Glossary

A

alignment point

A particular point on each glyph to align any given script.

alphabetic baseline

The alignment point on a Western script used to determine the baseline for other glyphs in similar scripts.

area tree

An ordered tree containing geometric information for the placement of every glyph, shape, and image in the document, together with information embodying spacing constraints and other rendering information.

B

back-tracking (with regard to refinement)

Re-formatting a page area that has already been formatted.

baseline-tables

A part of the font tables provided to a formatter. Determines the alignment points between different fonts.

block-progression-direction

The direction in which blocks are stacked when building a page. From a Western perspective, this is top to bottom, more specifically, it starts at the before-edge, and ends at the after-edge.

Breaks

Page breaks may occur as determined by the formatter’s processing as affected by the widow, orphan, keep-with-next, keep-with-previous, and keep-together properties.

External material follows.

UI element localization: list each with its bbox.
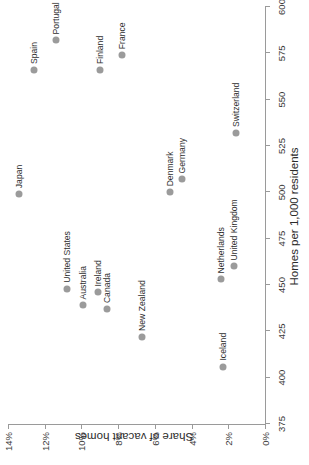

Break conditions are either break-before or break-after. A break-before condition is satisfied if the first area generated and returned by the formatting object is leading within a context-area. A break-after condition depends on the next formatting object in the flow; the condition is satisfied if either there is no such next formatting object, or if the first normal area generated and returned by that formatting object is leading in a context-area.

Break conditions ...

Get XSL-FO now with the O’Reilly learning platform.

O’Reilly members experience books, live events, courses curated by job role, and more from O’Reilly and nearly 200 top publishers.